Abstract

The various details provided by physical methods have been integrated into a coherent picture of the cation transport process. The free energy profile describes simultaneously the thermodynamic and kinetic factors that govern conductance. Localization of ion binding sites near each end of the channel by NMR and X-ray crystallographic techniques demonstrates that there is an energy barrier separating the two ends. There is no a priori reason to suspect any barrier to ion entry into the channel, and recent molecular modeling computations confirm this intuition. Therefore, the channel is best described as a two-site, one-barrier channel. However, the movement of ions across the central barrier over a distance of 1.9 nm is really a multistep process best described as Brownian motion (even the short steps from one pair of carbonyls to the next is more diffusive than activated for ions as large as Na+), the entry step is probably best considered as a compound step requiring correction for interfacial polarization and diffusion limitation, the binding sites in the channel ought not be considered to be in equilibrium with the bath, and quasi-knock off behavior (binding of a second ion at the entry facilitates release of a first ion from the exit) is probably the rule at physiological permeant ion concentrations and higher. Progress will probably focus on channel kinetics. The channel backbone probably undergoes conformational changes as the ions pass which, according to solid state NMR results, may last long enough to provide the channel with a sort of memory and which may give rise to excess single channel noise. These conformational changes are further reflected in shifts in side chain positions which, in turn, may be partly responsible for changes in the single-channel lifetime, which appears to be exquisitely sensitive to side chain-lipid interactions. Reasonable explanations for the impermeance of divalent cations, anions, and medium-sized organic cations such as guanidinium have proven elusive at first, but it now appears that divalent cations bind water too tightly, anions bind water in an orientation that produces unfavorable contacts between water oxygens and peptide carbonyl oxygens at the channel entry, and iminium ions bind strongly to the flexible peptide carbonyls at the channel entry.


- Exercise description: Your task is to output, without alteration, each line from the one containing "The width and height of the screenshot is (571, 317)." through the final line of the records below.

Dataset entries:
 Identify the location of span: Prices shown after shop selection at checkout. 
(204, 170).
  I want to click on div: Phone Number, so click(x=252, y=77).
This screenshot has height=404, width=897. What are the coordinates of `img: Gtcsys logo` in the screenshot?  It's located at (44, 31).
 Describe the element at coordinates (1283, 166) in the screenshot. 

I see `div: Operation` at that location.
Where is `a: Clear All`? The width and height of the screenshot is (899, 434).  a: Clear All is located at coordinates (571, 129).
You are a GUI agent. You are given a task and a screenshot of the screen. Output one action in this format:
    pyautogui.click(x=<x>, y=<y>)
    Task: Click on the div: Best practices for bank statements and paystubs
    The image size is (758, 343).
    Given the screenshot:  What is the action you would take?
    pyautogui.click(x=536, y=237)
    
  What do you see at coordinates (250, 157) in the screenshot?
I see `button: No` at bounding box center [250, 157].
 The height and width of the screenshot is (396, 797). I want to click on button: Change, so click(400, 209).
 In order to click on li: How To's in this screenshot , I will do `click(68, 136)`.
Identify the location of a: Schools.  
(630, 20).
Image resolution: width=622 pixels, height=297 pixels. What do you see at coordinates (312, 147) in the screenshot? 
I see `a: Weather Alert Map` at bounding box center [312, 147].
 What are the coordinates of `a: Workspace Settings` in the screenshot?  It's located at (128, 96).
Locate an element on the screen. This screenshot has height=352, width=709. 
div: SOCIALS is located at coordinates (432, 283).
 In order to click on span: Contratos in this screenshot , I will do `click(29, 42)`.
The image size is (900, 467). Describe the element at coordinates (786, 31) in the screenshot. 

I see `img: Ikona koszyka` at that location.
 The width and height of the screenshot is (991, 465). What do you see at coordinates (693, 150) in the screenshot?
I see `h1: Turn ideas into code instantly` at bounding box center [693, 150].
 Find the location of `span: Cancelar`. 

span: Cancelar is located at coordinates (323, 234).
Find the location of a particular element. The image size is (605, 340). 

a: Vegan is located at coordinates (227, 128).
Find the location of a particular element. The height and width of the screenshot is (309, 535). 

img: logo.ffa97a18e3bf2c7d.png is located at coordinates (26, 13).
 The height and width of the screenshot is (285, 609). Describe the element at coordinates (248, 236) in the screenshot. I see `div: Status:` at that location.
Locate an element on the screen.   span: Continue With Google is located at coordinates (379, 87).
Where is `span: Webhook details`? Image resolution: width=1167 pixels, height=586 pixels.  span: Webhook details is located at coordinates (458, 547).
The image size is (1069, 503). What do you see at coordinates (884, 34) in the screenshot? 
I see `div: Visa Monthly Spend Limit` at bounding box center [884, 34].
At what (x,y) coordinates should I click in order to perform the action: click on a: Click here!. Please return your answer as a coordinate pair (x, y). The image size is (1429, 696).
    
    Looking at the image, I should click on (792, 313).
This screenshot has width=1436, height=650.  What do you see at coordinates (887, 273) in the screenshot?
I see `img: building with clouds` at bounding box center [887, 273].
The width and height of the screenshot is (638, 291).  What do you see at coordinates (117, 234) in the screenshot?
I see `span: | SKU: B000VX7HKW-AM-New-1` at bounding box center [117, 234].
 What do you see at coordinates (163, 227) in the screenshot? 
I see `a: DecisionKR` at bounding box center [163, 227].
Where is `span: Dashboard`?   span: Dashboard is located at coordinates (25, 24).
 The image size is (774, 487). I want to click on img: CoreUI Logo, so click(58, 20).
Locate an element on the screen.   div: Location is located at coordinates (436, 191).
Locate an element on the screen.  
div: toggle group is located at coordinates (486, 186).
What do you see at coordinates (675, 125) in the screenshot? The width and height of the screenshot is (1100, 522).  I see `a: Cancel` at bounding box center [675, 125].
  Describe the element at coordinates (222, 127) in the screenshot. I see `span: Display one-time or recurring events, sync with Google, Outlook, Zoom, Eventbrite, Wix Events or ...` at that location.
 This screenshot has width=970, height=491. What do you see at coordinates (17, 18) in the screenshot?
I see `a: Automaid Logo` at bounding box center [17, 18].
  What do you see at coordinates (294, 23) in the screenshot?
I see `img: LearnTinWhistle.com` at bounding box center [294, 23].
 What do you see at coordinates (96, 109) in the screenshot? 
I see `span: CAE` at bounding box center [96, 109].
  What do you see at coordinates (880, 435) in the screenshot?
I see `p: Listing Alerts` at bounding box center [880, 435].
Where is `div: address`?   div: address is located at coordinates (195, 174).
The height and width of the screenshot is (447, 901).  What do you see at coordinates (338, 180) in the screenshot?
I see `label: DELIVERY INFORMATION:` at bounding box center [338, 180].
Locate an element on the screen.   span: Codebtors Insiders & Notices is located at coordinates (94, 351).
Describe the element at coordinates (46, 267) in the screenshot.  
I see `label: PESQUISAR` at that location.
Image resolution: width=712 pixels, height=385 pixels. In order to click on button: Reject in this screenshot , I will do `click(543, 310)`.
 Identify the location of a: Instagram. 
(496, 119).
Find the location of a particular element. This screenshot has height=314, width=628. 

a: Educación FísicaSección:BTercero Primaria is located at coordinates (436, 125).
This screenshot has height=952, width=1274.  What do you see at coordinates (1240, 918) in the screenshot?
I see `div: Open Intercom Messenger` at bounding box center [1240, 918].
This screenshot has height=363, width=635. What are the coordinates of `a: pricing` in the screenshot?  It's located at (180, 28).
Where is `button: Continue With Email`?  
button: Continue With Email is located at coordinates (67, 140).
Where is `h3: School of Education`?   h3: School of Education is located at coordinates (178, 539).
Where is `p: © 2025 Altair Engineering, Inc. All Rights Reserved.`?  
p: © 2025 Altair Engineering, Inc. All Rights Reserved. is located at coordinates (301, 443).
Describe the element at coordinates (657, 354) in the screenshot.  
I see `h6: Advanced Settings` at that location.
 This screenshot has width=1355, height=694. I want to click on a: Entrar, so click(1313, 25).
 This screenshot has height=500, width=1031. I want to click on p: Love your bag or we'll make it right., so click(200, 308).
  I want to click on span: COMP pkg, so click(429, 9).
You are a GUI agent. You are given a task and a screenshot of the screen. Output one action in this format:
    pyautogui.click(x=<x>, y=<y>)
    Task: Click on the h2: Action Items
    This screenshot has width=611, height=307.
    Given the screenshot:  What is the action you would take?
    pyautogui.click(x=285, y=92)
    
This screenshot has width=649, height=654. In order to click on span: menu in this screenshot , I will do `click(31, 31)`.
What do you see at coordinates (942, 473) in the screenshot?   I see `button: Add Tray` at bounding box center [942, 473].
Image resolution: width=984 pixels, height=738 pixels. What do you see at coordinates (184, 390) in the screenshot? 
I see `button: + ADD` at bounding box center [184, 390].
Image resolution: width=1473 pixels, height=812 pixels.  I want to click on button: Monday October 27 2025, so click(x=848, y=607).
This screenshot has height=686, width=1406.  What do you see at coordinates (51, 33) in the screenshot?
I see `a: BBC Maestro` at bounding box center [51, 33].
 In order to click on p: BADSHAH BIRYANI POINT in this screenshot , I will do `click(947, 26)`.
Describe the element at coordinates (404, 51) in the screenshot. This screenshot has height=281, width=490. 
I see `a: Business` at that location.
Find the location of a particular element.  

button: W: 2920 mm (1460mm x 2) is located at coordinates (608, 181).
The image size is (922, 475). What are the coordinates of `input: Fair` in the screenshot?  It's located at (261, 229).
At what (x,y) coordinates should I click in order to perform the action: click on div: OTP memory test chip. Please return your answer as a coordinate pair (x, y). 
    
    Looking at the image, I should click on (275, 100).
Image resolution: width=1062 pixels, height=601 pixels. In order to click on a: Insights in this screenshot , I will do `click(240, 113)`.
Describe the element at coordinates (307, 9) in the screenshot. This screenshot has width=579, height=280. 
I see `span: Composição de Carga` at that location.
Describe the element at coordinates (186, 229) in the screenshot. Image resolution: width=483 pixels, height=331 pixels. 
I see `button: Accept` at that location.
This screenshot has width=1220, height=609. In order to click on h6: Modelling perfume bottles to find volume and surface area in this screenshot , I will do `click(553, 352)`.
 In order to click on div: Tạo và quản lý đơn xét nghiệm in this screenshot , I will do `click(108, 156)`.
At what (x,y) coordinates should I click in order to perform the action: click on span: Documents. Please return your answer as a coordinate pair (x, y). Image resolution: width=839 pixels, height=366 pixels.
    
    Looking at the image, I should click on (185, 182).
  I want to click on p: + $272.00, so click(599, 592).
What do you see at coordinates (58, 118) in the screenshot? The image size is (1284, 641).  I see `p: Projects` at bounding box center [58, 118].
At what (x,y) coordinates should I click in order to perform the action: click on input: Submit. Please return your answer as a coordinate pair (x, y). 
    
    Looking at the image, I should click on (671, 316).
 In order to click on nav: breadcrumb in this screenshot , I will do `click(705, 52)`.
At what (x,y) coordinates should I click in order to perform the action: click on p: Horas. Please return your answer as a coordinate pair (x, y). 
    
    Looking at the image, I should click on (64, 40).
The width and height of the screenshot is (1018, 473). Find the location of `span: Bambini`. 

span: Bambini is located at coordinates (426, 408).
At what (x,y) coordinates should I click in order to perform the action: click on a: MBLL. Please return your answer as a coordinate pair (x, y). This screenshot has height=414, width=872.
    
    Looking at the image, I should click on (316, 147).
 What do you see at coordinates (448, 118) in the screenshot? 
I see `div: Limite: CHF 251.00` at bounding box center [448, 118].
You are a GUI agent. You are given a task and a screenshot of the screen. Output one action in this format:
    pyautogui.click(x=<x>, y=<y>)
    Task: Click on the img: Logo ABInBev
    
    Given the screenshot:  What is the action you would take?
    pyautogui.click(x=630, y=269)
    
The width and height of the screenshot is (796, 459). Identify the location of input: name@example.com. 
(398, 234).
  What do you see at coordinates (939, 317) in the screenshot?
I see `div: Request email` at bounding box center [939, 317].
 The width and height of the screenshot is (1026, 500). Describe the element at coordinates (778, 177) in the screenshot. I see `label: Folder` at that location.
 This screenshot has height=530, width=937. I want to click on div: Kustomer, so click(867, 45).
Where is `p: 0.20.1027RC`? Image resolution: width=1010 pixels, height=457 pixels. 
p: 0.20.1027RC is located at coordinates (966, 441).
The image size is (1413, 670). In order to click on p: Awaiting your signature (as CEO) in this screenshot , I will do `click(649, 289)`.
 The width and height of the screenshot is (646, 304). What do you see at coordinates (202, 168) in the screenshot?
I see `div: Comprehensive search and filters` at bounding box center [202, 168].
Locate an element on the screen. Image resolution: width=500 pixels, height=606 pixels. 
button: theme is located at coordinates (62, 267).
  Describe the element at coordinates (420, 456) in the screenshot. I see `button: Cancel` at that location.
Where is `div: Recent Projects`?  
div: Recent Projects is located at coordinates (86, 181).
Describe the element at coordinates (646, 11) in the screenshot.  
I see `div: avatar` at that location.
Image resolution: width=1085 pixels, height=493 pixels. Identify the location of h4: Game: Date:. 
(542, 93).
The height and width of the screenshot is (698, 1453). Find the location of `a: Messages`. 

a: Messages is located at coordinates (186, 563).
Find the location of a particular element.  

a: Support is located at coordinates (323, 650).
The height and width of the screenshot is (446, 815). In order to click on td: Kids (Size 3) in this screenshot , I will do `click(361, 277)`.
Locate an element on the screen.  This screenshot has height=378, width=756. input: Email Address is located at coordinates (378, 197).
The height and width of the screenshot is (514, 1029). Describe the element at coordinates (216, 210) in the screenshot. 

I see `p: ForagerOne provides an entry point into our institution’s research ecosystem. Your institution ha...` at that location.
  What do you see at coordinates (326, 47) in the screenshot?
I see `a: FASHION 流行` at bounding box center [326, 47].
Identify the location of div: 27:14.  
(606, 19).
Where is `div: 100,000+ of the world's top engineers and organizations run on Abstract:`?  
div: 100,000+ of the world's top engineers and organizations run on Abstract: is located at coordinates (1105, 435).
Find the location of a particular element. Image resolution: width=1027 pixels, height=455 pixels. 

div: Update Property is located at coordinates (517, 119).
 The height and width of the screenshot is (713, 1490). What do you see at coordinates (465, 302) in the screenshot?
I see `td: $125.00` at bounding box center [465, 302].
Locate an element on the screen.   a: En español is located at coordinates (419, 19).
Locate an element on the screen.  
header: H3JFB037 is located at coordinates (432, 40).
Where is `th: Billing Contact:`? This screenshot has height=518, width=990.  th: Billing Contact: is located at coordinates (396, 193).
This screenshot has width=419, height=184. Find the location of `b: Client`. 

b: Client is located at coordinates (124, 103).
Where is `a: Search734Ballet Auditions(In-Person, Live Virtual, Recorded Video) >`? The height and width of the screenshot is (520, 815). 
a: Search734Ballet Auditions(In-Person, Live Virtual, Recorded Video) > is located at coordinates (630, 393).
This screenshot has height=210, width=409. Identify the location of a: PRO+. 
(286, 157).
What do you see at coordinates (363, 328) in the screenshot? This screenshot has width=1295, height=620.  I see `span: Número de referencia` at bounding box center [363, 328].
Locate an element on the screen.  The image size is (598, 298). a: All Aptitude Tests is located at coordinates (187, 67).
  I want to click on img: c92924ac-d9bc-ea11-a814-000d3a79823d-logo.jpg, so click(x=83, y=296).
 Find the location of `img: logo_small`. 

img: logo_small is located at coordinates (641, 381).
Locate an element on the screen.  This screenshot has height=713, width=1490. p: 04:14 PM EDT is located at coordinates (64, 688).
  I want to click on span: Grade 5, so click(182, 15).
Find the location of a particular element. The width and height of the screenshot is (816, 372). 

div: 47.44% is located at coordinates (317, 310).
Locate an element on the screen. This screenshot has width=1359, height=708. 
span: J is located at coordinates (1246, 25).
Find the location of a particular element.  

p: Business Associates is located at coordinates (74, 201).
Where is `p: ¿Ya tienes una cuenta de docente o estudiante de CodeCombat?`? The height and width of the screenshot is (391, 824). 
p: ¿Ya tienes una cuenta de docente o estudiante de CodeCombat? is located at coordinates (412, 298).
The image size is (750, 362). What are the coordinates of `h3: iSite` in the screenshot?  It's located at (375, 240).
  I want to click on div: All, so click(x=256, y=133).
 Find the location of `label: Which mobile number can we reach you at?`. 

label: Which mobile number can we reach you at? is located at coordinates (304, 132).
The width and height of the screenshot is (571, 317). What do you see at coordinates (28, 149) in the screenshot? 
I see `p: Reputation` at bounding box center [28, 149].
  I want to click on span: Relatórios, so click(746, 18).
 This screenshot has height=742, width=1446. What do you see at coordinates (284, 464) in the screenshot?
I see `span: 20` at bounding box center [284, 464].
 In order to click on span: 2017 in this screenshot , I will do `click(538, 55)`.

- Task response:
The width and height of the screenshot is (571, 317). What do you see at coordinates (28, 149) in the screenshot? 
I see `p: Reputation` at bounding box center [28, 149].
  I want to click on span: Relatórios, so click(746, 18).
 This screenshot has height=742, width=1446. What do you see at coordinates (284, 464) in the screenshot?
I see `span: 20` at bounding box center [284, 464].
 In order to click on span: 2017 in this screenshot , I will do `click(538, 55)`.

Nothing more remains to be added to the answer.